Showing posts with label Yeti. Show all posts
Showing posts with label Yeti. Show all posts

Thursday, October 7, 2010

Bearing the Truth about Yeti

Most things have a basis in reality, albeit a thin one in some cases, but still a basis.
Lycanthropy accounts for werewolves.  Porphyria gives us a leg to stand on for vampirism.
Zombies have their anchor in Vodun, as Canadian ethnobotanist Wade Davis wrote about in The Serpent and the Rainbow.
But what about the humble Sasquatch?
Yeti, Sasquatch, Abominable Snowman, have been around a long time and pop up around the world from Tibet to California to our own Canadian Rockies.  Some 21 years ago hunters called the newspaper I worked at to tell the tale of seeing a Sasquatch one fine Saturday in the bush.
I didn't cover the story so I've forgotten the finer points, but I do recall that we decided it was probably a bear. A bear looks awfully human standing up and at a distance.
Photo by my husband Mike Mayrl.
 But there is a legitimate basis for the legends, at least in Tibet.
Mountain climber/adventurer Reinhold Messner spent a great deal of time there searching and wrote a book about it.
Mike and I read it years ago as a bedtime story. In it, he describes an encounter with a Yeti and later finding out about a Himalayan bear called a Chemo. It is his position that the Yeti is this bear.
No, that doesn't explain our Sasquatches, but it does give a reasonable basis for the legends, and that's what matters.
Like I said, I believe there's a basis in reality for everything, but that does not mean everything is real.

Tuesday, August 19, 2008

Another Big, Hairy Deal



Lake Abraham was created when the Bighorn Dam was built in the early 1970s.
The North Saskatchewan River was dammed and the waters flooded a Native burial ground.
The photo shows the east side of the lake.











So we have a new wrinkle in the Sasquatch legend. A purported body that appears to be impressing no one.
Well, the finders have told three different versions of how this poor Yeti got offed and into their freezer.
Y’know what guys? It works way better when you pick a story and stick to it.
I’d love for this to be real although I hate it that something has to die first.
And it’s not the first weird wild creature of the Georgian forest. This is the state that gave the world the magnificent Hogzilla.
That aside, my own area has had its share of Sasquatch stories. Back in 1989 some hunters were out on a fine fall morning and say they saw one of the bashful critters northwest of town. Based on the description we concluded it was probably a bear up on its hind legs.
But the best of all was the Sasquatch who watched as the Bighorn Dam was being built west of Nordegg back in the early 1970s.
You can even follow in the big fellow’s hairy footsteps if you want as it’s quite an easy hike and is known as “The Sasquatch Track.”
It’s a 5.4 km (about 3 ½ mi.) walk with lovely views. You’ll stroll along a ridge and through a meadow and you’ll even see some hoodoos along with your mountain and lake view.
So let the nice men keep to their story about finding the body and being paced by other Sasquatches and their offer to guide people to the area for the low, low price of $499.
You can come up here and follow in Yeti’s footsteps for free.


== WHAT YOU WILL DO ==
The records below are to be repeated exactly, minus any pictures.

Page and application data records
━━━━

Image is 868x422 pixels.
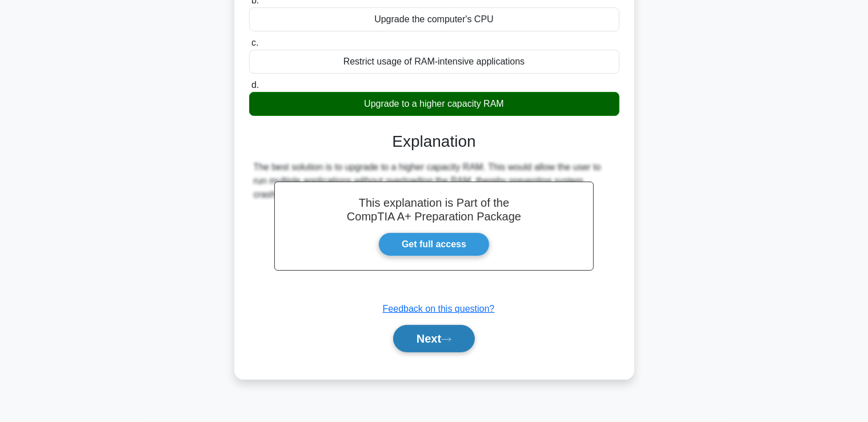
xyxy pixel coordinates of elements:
div: The best solution is to upgrade to a higher capacity RAM. This would allow the user to run multip... [254,160,615,202]
h3: Explanation [256,132,613,151]
button: Next [393,325,475,352]
a: Get full access [378,233,490,256]
div: Restrict usage of RAM-intensive applications [249,50,619,74]
span: d. [251,80,259,89]
div: Upgrade to a higher capacity RAM [249,92,619,116]
a: Feedback on this question? [383,304,495,314]
span: c. [251,37,258,47]
div: Upgrade the computer's CPU [249,7,619,32]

━━━━

== ANSWER SPACE ==
Image is 868x422 pixels.
xyxy pixel coordinates of elements:
div: The best solution is to upgrade to a higher capacity RAM. This would allow the user to run multip... [254,160,615,202]
h3: Explanation [256,132,613,151]
button: Next [393,325,475,352]
a: Get full access [378,233,490,256]
div: Restrict usage of RAM-intensive applications [249,50,619,74]
span: d. [251,80,259,89]
div: Upgrade to a higher capacity RAM [249,92,619,116]
a: Feedback on this question? [383,304,495,314]
span: c. [251,37,258,47]
div: Upgrade the computer's CPU [249,7,619,32]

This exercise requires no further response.